Big Buck 411 Blog

Process of Elimination

Process of Elimination

By Mike Handley

After three years of losing a game of hide and seek with an incredible buck he'd seen in 2010, Thomas Waters decided the only remaining option was to hunt the one piece of his friend's 570 acres he hadn't tried.

The hunter from Mobile, Alabama, had two open weekends during the 2013-14 season, so he set out a trail camera to reconnoiter that part of his friend's Lowndes County cattle ranch.

He was thrilled when the camera yielded some nighttime photographs of the distinctive buck, even more so because he was the only person hunting the land.

When Thomas went to the woods on Jan. 13, he followed a bush-hogged path skirting the edge of a pine plantation. When he neared the place he'd decided to leave his climber, he spotted three does.

He sat beside the path for about an hour, until they vanished, and then hurried to hang his stand on a suitable tree. He didn't hunt then, but he returned and scaled the tree at 3:30 p.m.

Fifteen minutes later, the big buck he'd seen four years earlier walked out of the shadows and into the bush-hogged lane at about 225 yards. The deer then walked to within 125 yards and turned broadside, ready to cut back into the woods.

Thomas grunted to prevent that from happening. And when the deer turned and looked away from him, he squeezed the trigger.

Thomas says the whitetail jumped about 7 feet in the air and landed on its stomach. When it regained its feet, he shot twice more.

"My emotions were a mess as I sat beside that monstrous buck," he told John Phillips, who penned his story for Rack magazine. "It was the biggest deer I'd ever seen, alive or dead, or even dreamed about taking."

Twenty-three of the 29 points are irregular, meaning the rack is a mainframe 3x3. With a BTR composite score of 202 4/8 inches, it's the second largest ever recorded from Lowndes County.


### To do
Write the records out again without change. Leave the pictures behind.

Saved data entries
----------------

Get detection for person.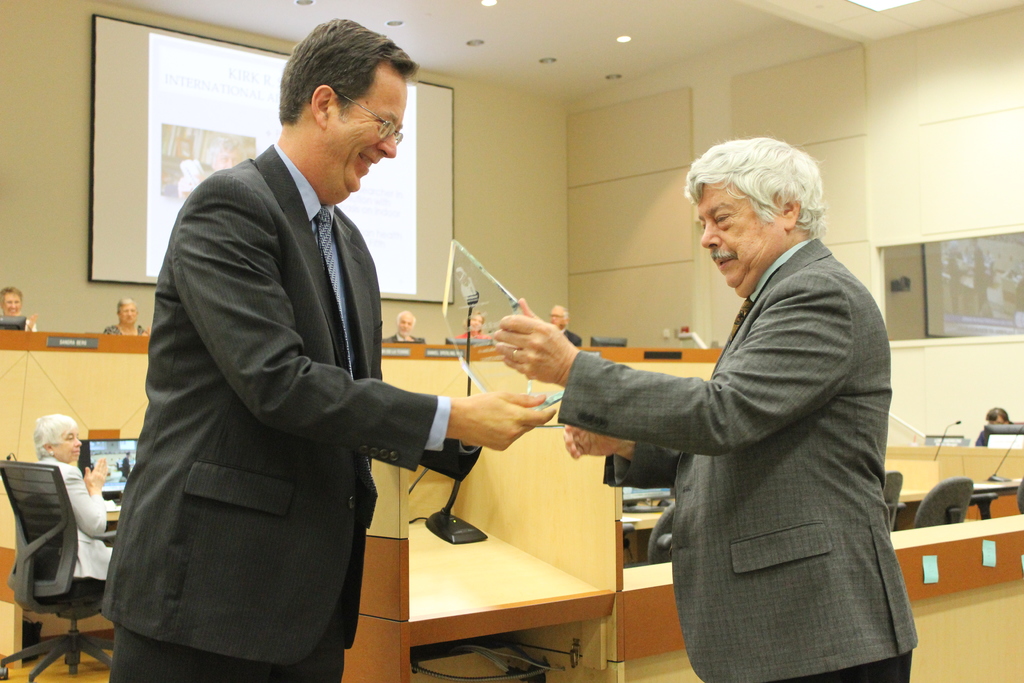
Detection: pyautogui.locateOnScreen(178, 132, 257, 198).
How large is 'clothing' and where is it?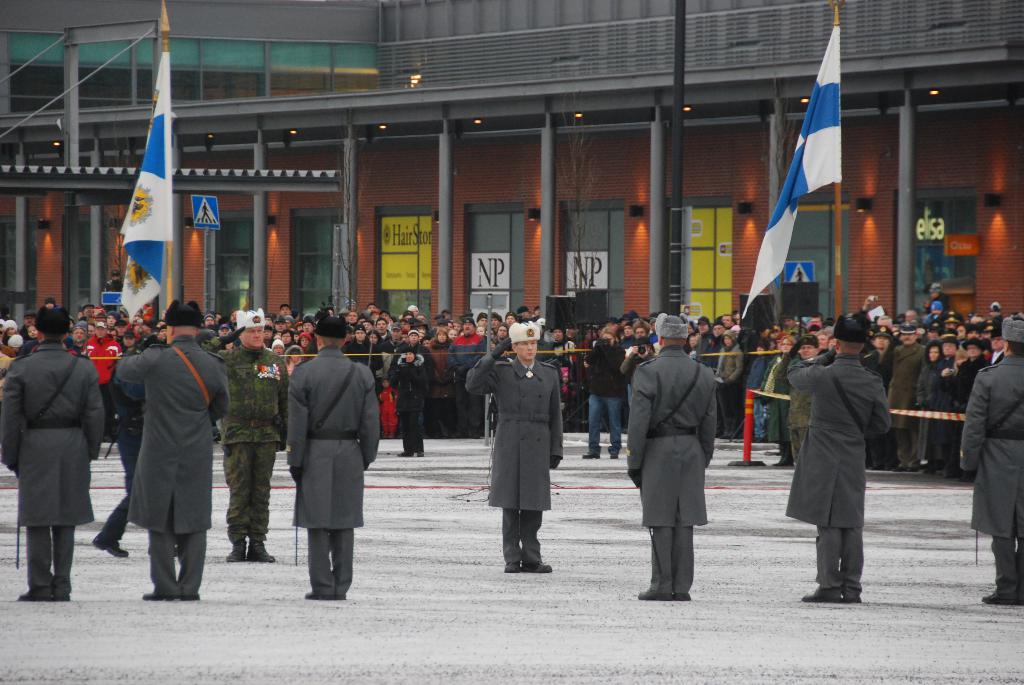
Bounding box: [x1=955, y1=353, x2=1023, y2=603].
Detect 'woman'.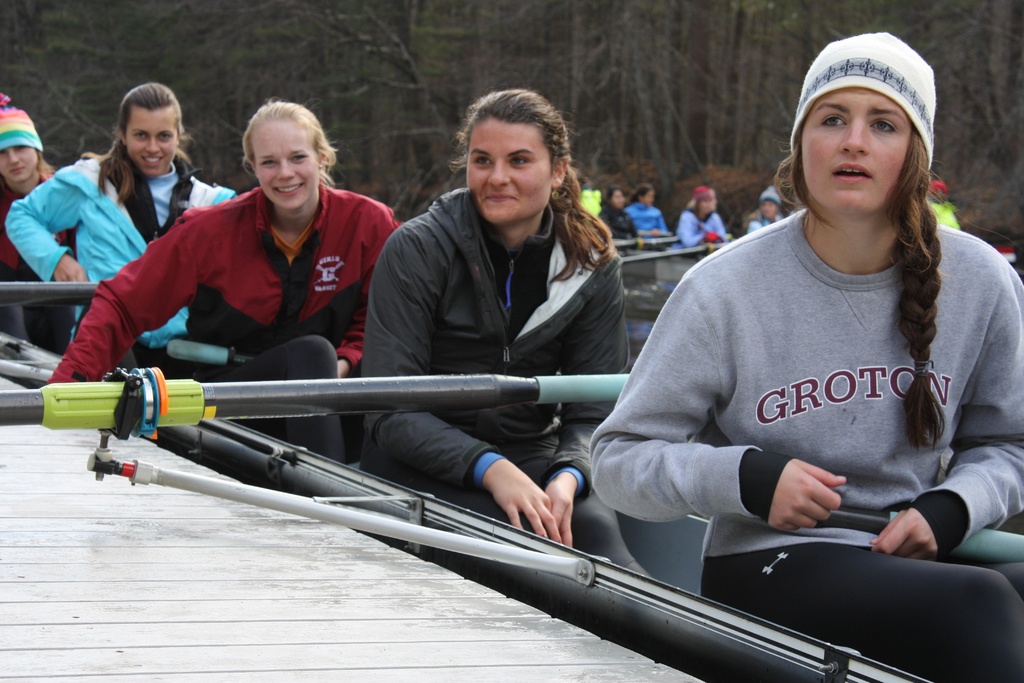
Detected at x1=0 y1=94 x2=72 y2=278.
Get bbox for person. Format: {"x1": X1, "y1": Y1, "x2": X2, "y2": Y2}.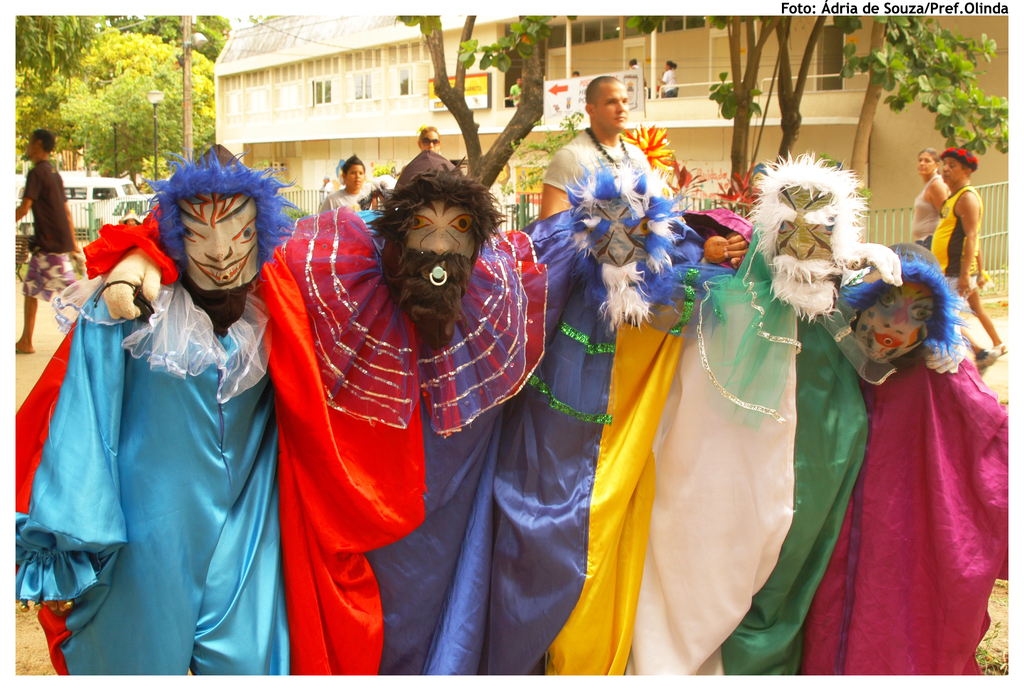
{"x1": 5, "y1": 145, "x2": 303, "y2": 690}.
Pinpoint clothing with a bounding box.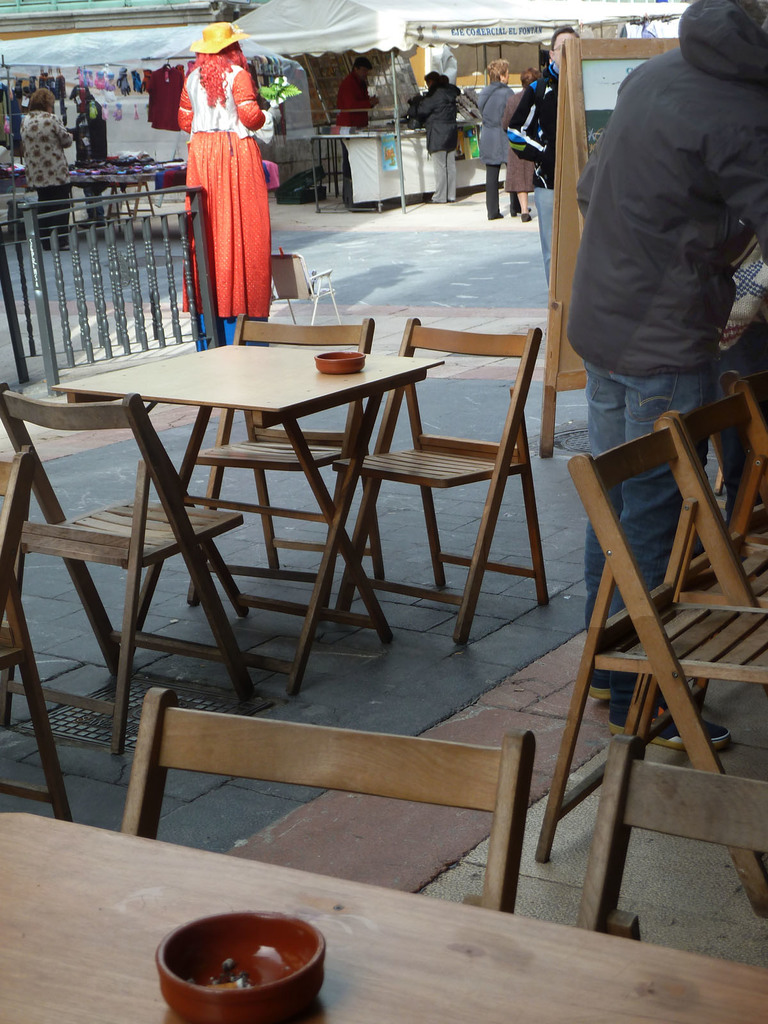
[left=470, top=71, right=518, bottom=216].
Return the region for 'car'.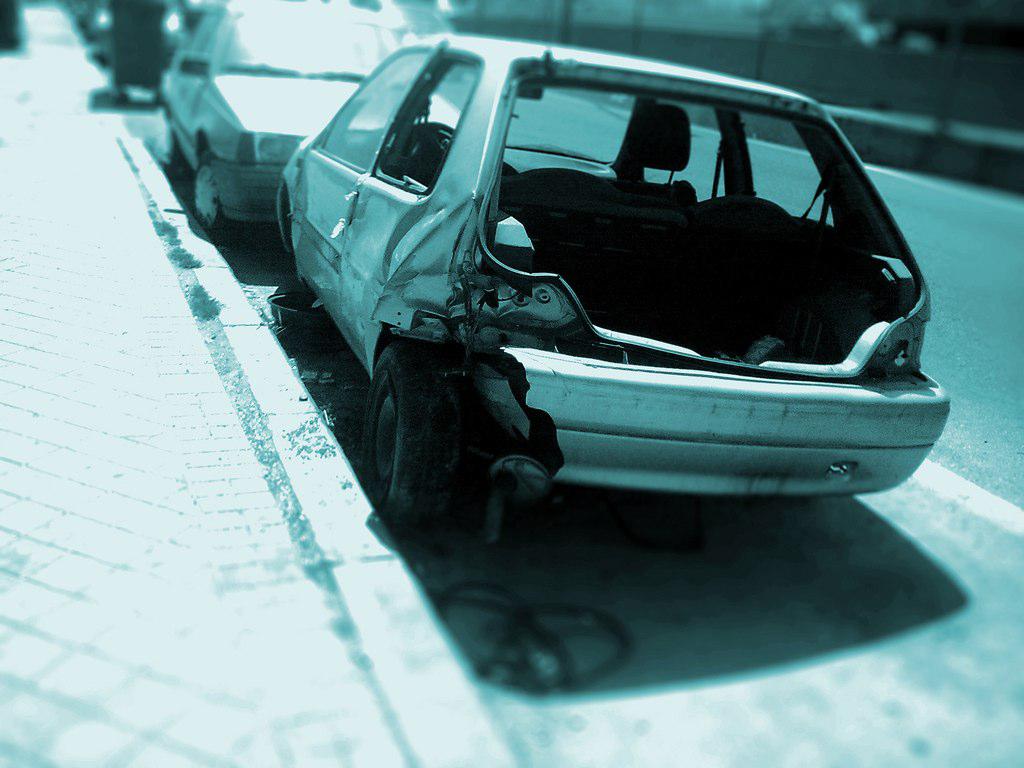
(266,35,954,499).
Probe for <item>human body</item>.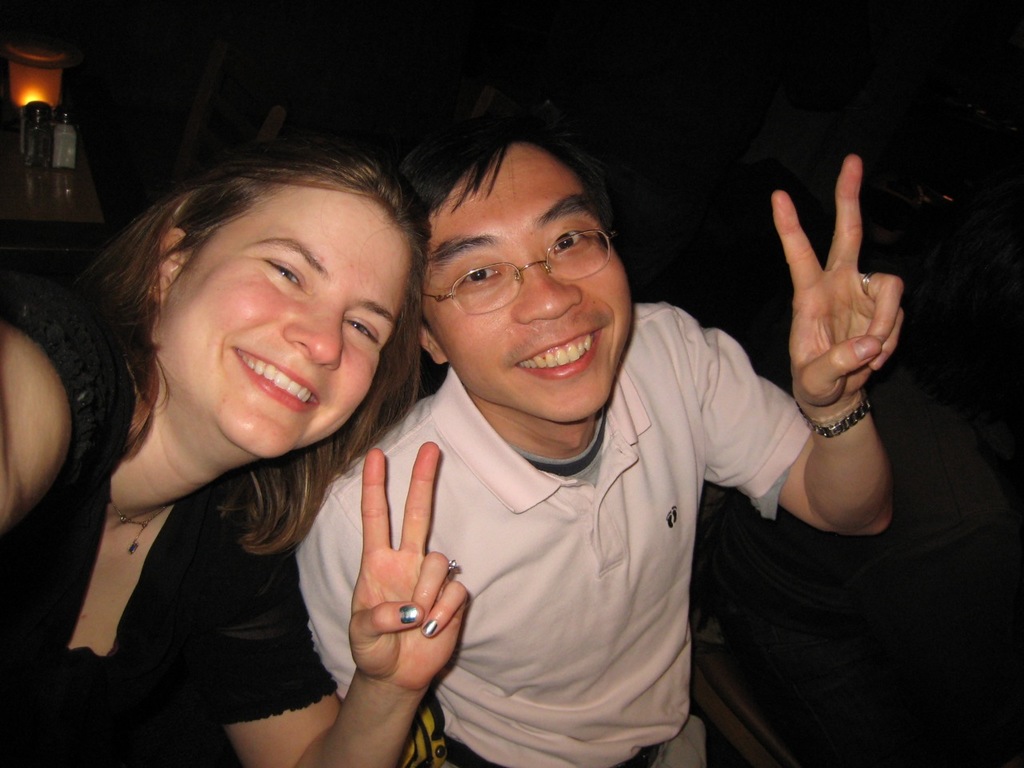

----------------

### Expected answer
Get detection for person.
Detection: pyautogui.locateOnScreen(178, 132, 257, 198).
How large is 'clothing' and where is it?
Bounding box: [x1=955, y1=353, x2=1023, y2=603].
Detect 'woman'.
Detected at x1=0 y1=94 x2=72 y2=278.
Get bbox for person. Format: {"x1": X1, "y1": Y1, "x2": X2, "y2": Y2}.
{"x1": 5, "y1": 145, "x2": 303, "y2": 690}.
Pinpoint clothing with a bounding box.
[left=470, top=71, right=518, bottom=216].
Return the region for 'car'.
(266,35,954,499).
Probe for <item>human body</item>.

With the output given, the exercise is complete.